I subscribe to news feeds that report on new nutrition research and today one directed me to this article in Medical News Today:
Calorie Intake Linked To Cell Lifespan, Cancer Development
So I read that headline, then this first paragraph:
"Researchers from the University of Alabama at Birmingham (UAB) have discovered that restricting consumption of glucose, the most common dietary sugar, can extend the life of healthy human-lung cells and speed the death of precancerous human-lung cells, reducing cancer's spread and growth rate."
Wait a minute. The headline says that someone linked calorie intake to lifespan and cancer development, but the first paragraph says the research involved restricting glucose.
I read on and find a poorly constructed paragraph relaying that the principal investigator, Trygve Tollefsbol, Ph.D., D.O., a professor in the Department of Biology at UAB, believes that this research points to "ways in which calorie-intake restriction can benefit longevity and help prevent diseases like cancer that have been linked to aging."
But the next paragraph relates this:
"The UAB team conducted its tests by growing both healthy human-lung cells and precancerous human-lung cells in laboratory flasks. The flasks were provided either normal levels of glucose or significantly reduced amounts of the sugar compound, and the cells then were allowed to grow for a period of weeks."
So the experiment actually involved glucose restriction as the form of calorie restriction. Tollefsbol says:
"In that time, we were able to track the cells' ability to divide while also monitoring the number of surviving cells. The pattern that was revealed to us showed that restricted glucose levels led the healthy cells to grow longer than is typical and caused the precancerous cells to die off in large numbers."
After discussing the different effects that the glucose restriction had on healthy and pre-cancerous cells, causing the former to grow more vigorously and the latter to die off, the article again quotes Tollefsbol:
"Our results not only support previous findings from the feeding of animals but also reveal that human longevity can be achieved at the cellular level through caloric restriction," Tollefsbol said.
"The hope is that this UAB breakthrough will lead to further discoveries in different cell types and facilitate the development of novel approaches to extend the lifespan of humans," he added.
So again he calls it caloric restriction, despite admitting that the study protocol involved restricting glucose.
Finally the report gives us the title Tollefsbol and his team gave to their report, published in the online edition of The Journal of the Federation of American Societies for Experimental Biology, or FASEB Journal: "Glucose Restriction Can Extend Normal Cell Lifespan and Impair Precancerous Cell Growth Through Epigenetic Control of hTERT and p16 Expression."
Frankly, this bugs me. He accurately titles his research on glucose restriction, but then when he talks to the press, he calls it caloric restriction. Yes, glucose restriction can be caloric restriction, but glucose restriction could also be accomplished without caloric restriction, by supplying fat to replace calories removed by restricting glucose.
This study did not demonstrate that "calorie restriction" produces the outcome they achieved simply because it appears that they failed to test a glucose-restricted but not calorie-restricted feed. This study showed that caloric restriction will prolong human cell lifespan and kill cancer cells if you achieve it by restricting glucose.
This means that excessive intake of glucose -- carbohydrate in the diet -- shortens cells' lifespans and promotes cancer cell growth. Why not say that?
Might not go over well with advertisers, I suppose.
I wonder what McDougall and Campbell will say to defend their 70% carbohydrate diet recommendations?
This research dovetails with Cynthia Kenyon's research with glucose restriction in C. elegans (roundworms). Kenyon found that glucose and insulin restriction extends lifespan in worms. Now we know that glucose restriction also extends lifespan of human cells.
Now we need to determine just how much dietary glucose restriction we need to achieve this effect.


The lines from the start of the records through the one containing "The width and" are to be transcribed exactly, and nothing else.

(Records excerpted from a collection)

· · · · ·

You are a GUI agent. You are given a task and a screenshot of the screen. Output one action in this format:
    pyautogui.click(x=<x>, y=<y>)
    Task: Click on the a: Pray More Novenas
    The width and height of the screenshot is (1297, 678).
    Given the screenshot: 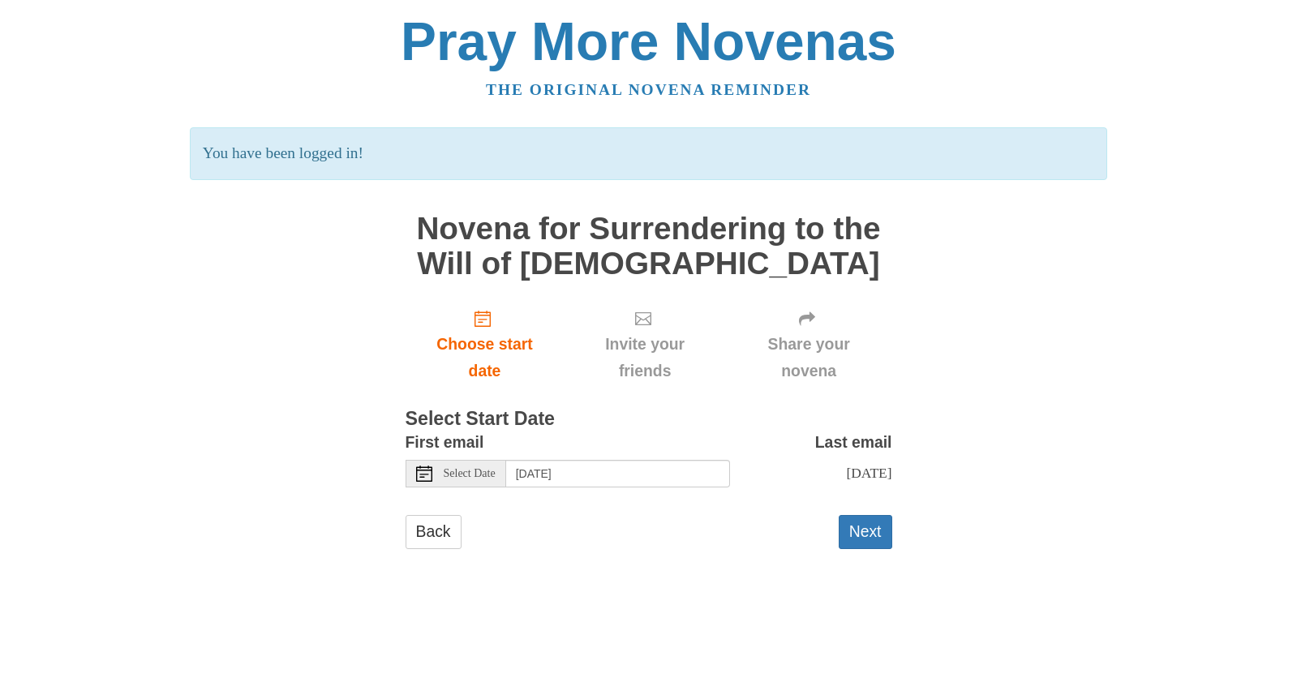 What is the action you would take?
    pyautogui.click(x=648, y=41)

· · · · ·

Solution to this exercise:
You are a GUI agent. You are given a task and a screenshot of the screen. Output one action in this format:
    pyautogui.click(x=<x>, y=<y>)
    Task: Click on the a: Pray More Novenas
    The width and height of the screenshot is (1297, 678).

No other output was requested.